Piazzale Morandi 2, Milan. This is the new lake safety hub for northern Italy, the Coastguard’s Lakes Operational Unit command room. It is a full-blown 24/7 command centre with at least four staff members on duty every day for each shift, ensuring twenty-four hour coverage, a strategic hub built at the behest of the Department of Infrastructure and Transport and the High Command, which ensures ongoing rescue, safety and leisure craft traffic control on northern Italy’s three largest lakes: Lake Maggiore, Lake Como and Lake Garda.
Over 100 units are operative full time in Milan and the three lakes, 40-50 of which are a fixed presence in the Lombard capital.
The goal is to ‘ensure effective co-ordination between the three existing lake-side hubs, centralising operations into a structure capable of responding rapidly to any sort of critical situation’, underlines the operational head of the Milan lake coastguard’s Lakes Operational Unit, Commander Antonello Ragadale.


‘The strongpoint of this new hub’ (which operates under the Maritime Navigation of Genoa, commanded by Rear Admiral Antonio Ranieri), he explains, ‘is its ability to deploy the nearest resource to the point requiring action right away. This is the result of a memorandum of understanding between the eight prefectures present in the lake areas.’ On the strength of this memorandum the Coastguard can co-ordinate vehicles and resources from other bodies, such as the Fire Brigade, the various police forces, the 118 emergency hotline, the civil guard and volunteer bodies.
In the past, operations were managed autonomously by the individual bodies on site at the three lakes. Whilst this was an effective service this fragmentation made co-ordination by the Liguria and Veneto maritime command, which was responsible for the lakes, more difficult. ‘The new Lakes Operational Unit means that the command will be centralised into a single hub’, the Commander points out proudly. ‘Because the synergy between maritime units has been strengthened.’ This will work in favour of greater operational uniformity, more rapid response times and centralised information flows, making complex, multi-centre situations easier to manage.



The new system involves a first response level managed by local operation rooms (Garda, Como, Maggiore), with the Milan command centre ready to take over in the event of more serious or complex emergencies. Emergency calls to 112 and 1530 are directly screened and managed by the Lombard hub, which makes real time availability assessments and decides on the most suitable service.
The most frequent intervention type relates to sport and tourists in difficulty, perhaps as a result of the rapid worsening of weather conditions characteristic of lakes. ‘We often rescue surfers, leisure boaters and swimmers taken by surprise by sudden winds or storms’, says Ragadale. ‘In many cases it is a matter of tourists who are not local and are not aware how quickly the weather can change and so don’t take weather alerts seriously enough.’
In the most serious cases – such as missing person searches – the Milan operations hub takes charge of the intervention, activating the nearest army helicopters in addition to those of the coastguard. Operations are simpler and responses more rapid from the air. And the reason for that is simple, as Ragadale illustrates: ‘from above it is easier to cover large areas of water and identify those in difficulty. It is at times like these that our co-ordination capabilities really make the difference.’
Technology and streamlining are the cornerstones of the Coastguard’s new Lake Operations Unit. It is a modern, cutting-edge system which will be a model of inter-force co-operation for the whole country. And there’s much more to than that. ‘The beating heart of the hub is human motivation, the commitment of those taking part in it’, underlines the Commander. ‘I feel privileged, because as first responders and rescue co-ordinators my work gives me the chance to give practical help to those in need of it. It lights up our souls and makes us proud of what we do every day.’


▶ Exercise prompt
From the line containing "Locate an element on the screen." to the line containing "Task: Click on the div: Ceremony" in the records below, set down every line exactly as it stands, both ends included, and skip the pictures.

Supplied records START

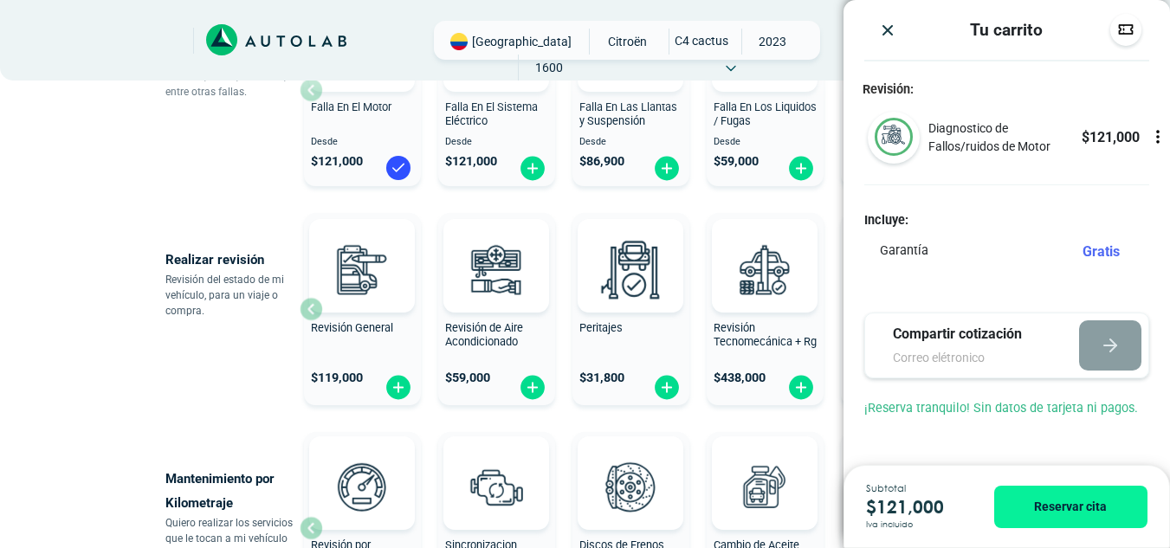 The height and width of the screenshot is (548, 1170). What do you see at coordinates (1006, 419) in the screenshot?
I see `div: ¡Reserva tranquilo! Sin datos de tarjeta ni pagos.` at bounding box center [1006, 419].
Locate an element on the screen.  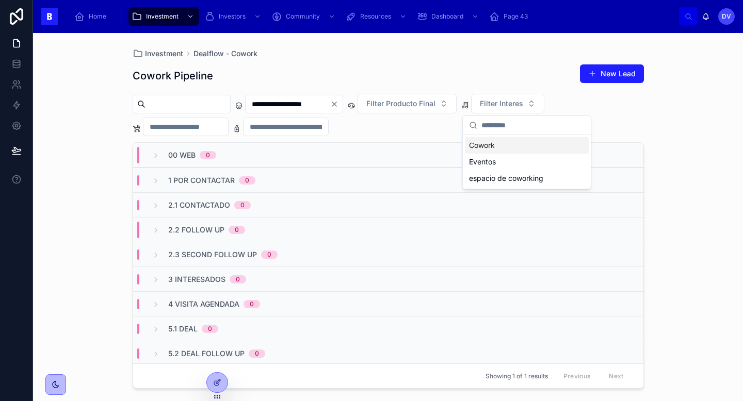
span: 2.1 Contactado is located at coordinates (199, 205).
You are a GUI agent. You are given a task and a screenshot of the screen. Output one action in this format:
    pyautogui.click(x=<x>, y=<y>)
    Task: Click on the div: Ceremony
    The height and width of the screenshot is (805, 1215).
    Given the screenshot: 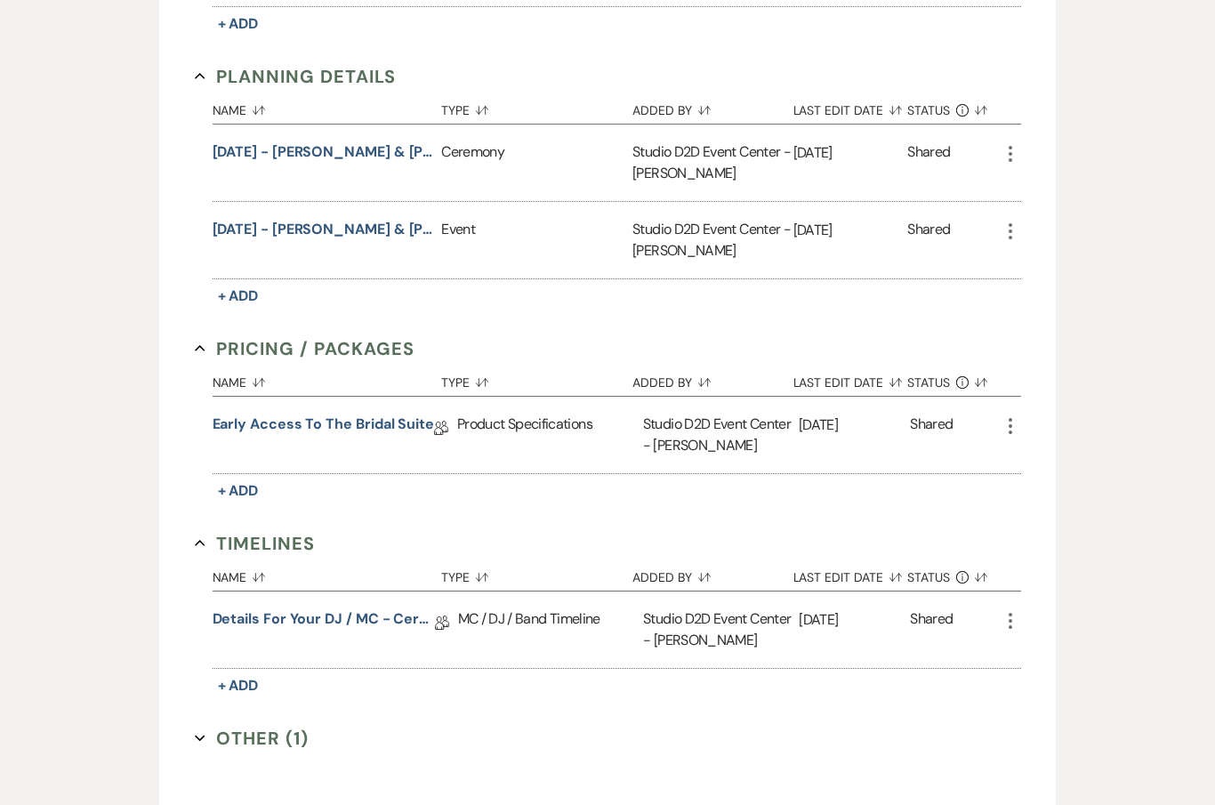 What is the action you would take?
    pyautogui.click(x=536, y=163)
    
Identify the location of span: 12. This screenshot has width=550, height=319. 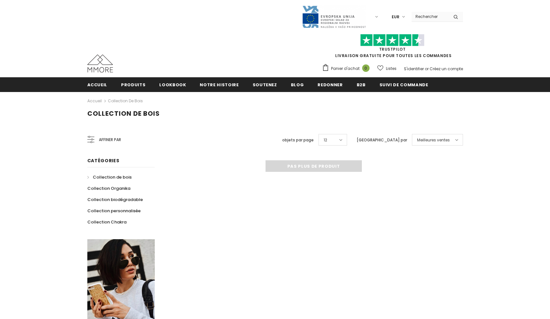
(325, 140).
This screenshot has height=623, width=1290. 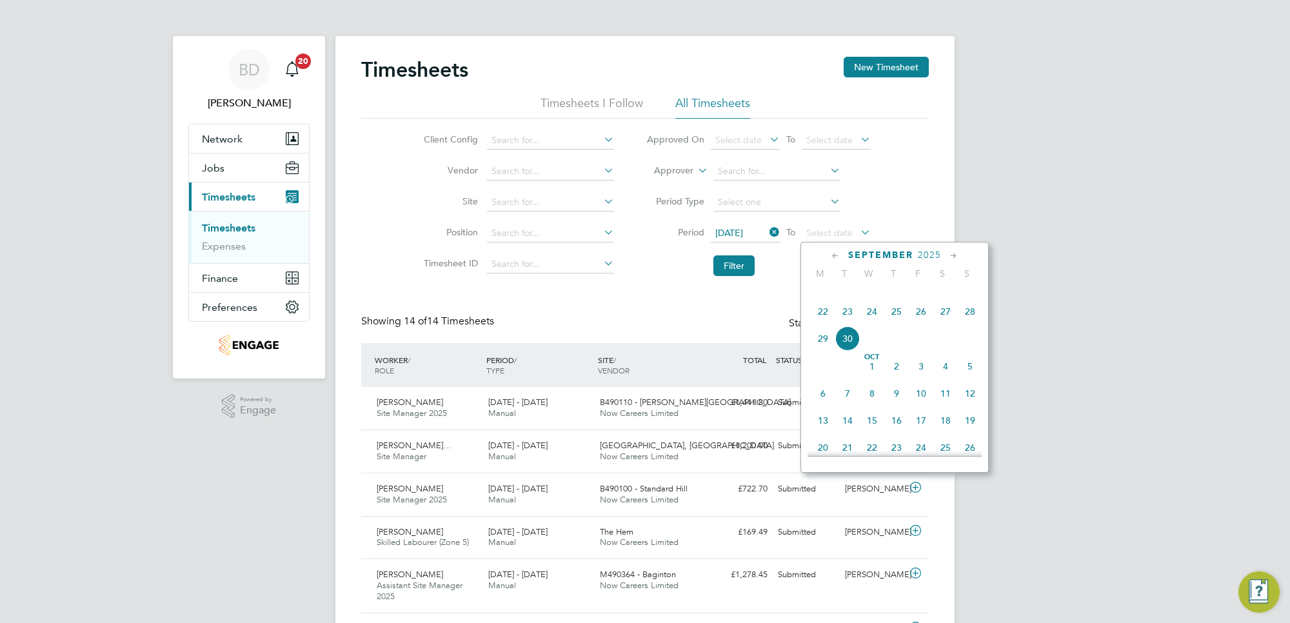 I want to click on span: 27, so click(x=945, y=311).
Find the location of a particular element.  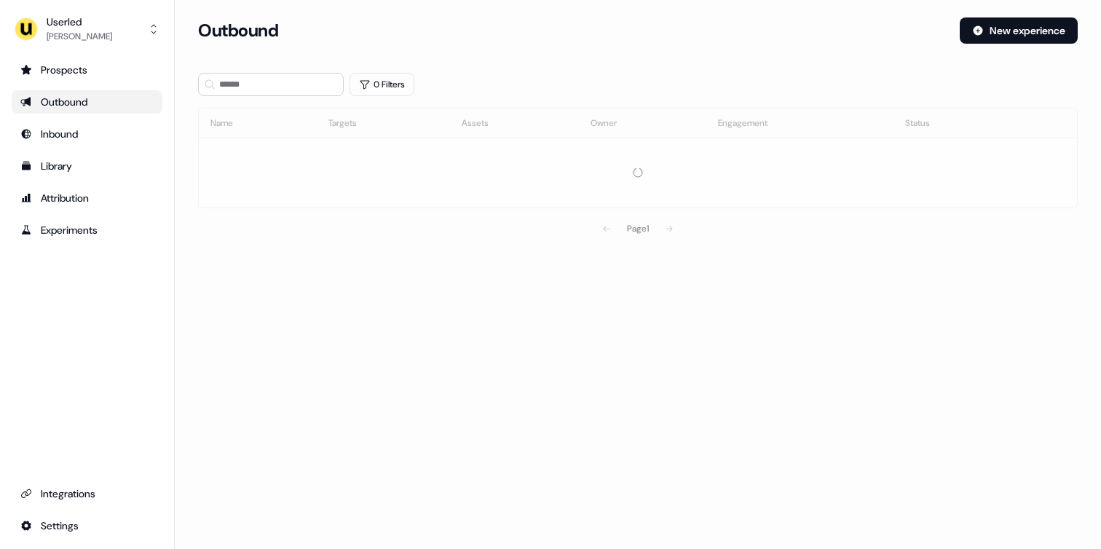

div: Attribution is located at coordinates (87, 198).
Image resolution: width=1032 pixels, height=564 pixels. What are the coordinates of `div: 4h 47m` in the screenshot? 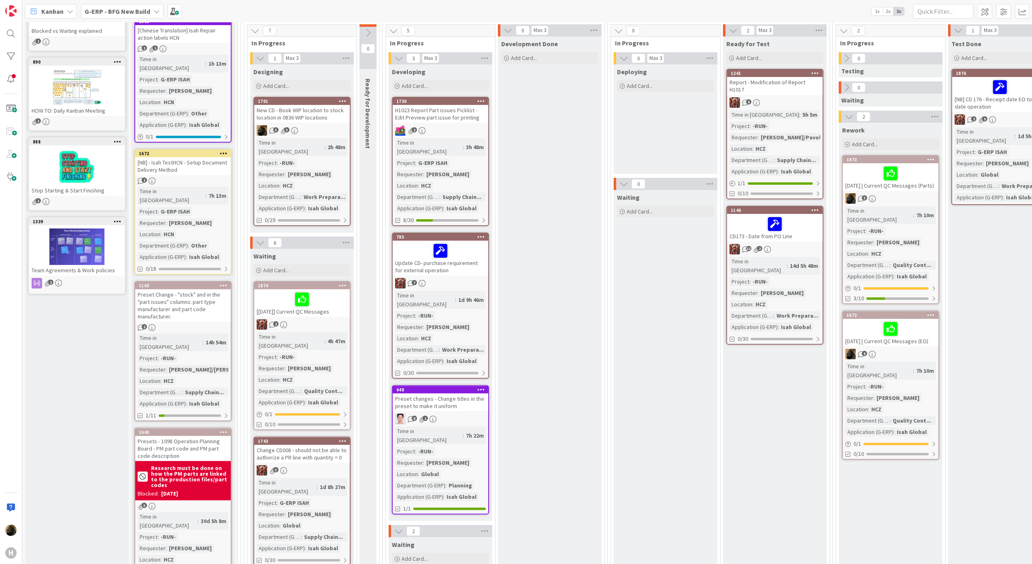 It's located at (337, 341).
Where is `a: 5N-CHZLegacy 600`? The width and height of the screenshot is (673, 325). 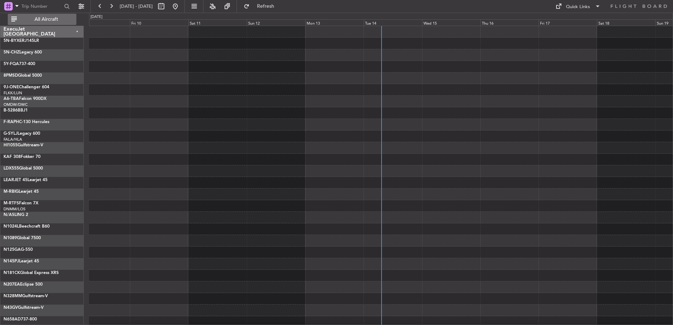
a: 5N-CHZLegacy 600 is located at coordinates (23, 52).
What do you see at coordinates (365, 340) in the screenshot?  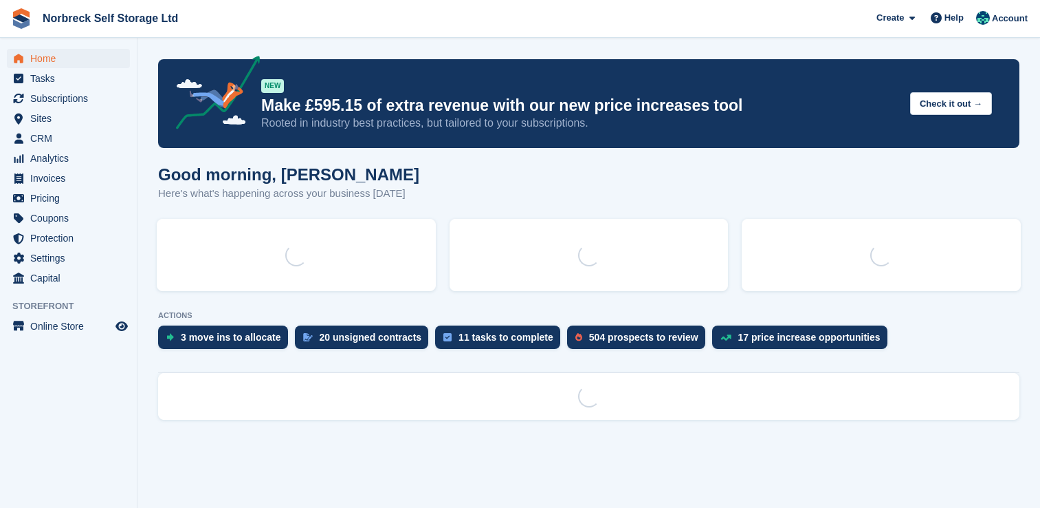 I see `a: 20 unsigned contracts` at bounding box center [365, 340].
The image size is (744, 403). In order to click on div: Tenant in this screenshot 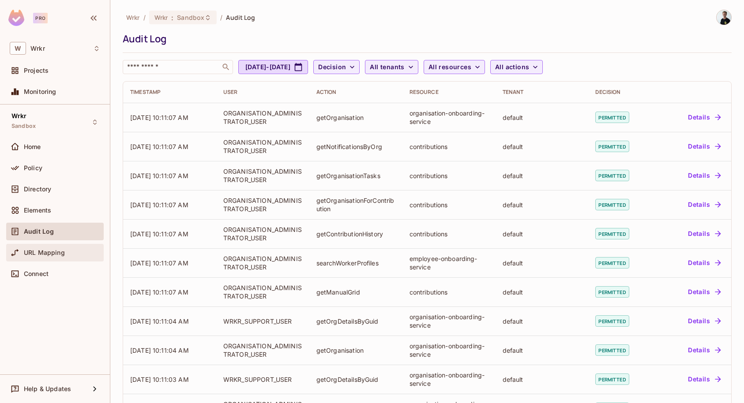, I will do `click(542, 92)`.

Supplied records END

▶ Solution for this exercise
Locate an element on the screen.  
span: 2.1 Contactado is located at coordinates (199, 205).
You are a GUI agent. You are given a task and a screenshot of the screen. Output one action in this format:
    pyautogui.click(x=<x>, y=<y>)
    Task: Click on the div: Ceremony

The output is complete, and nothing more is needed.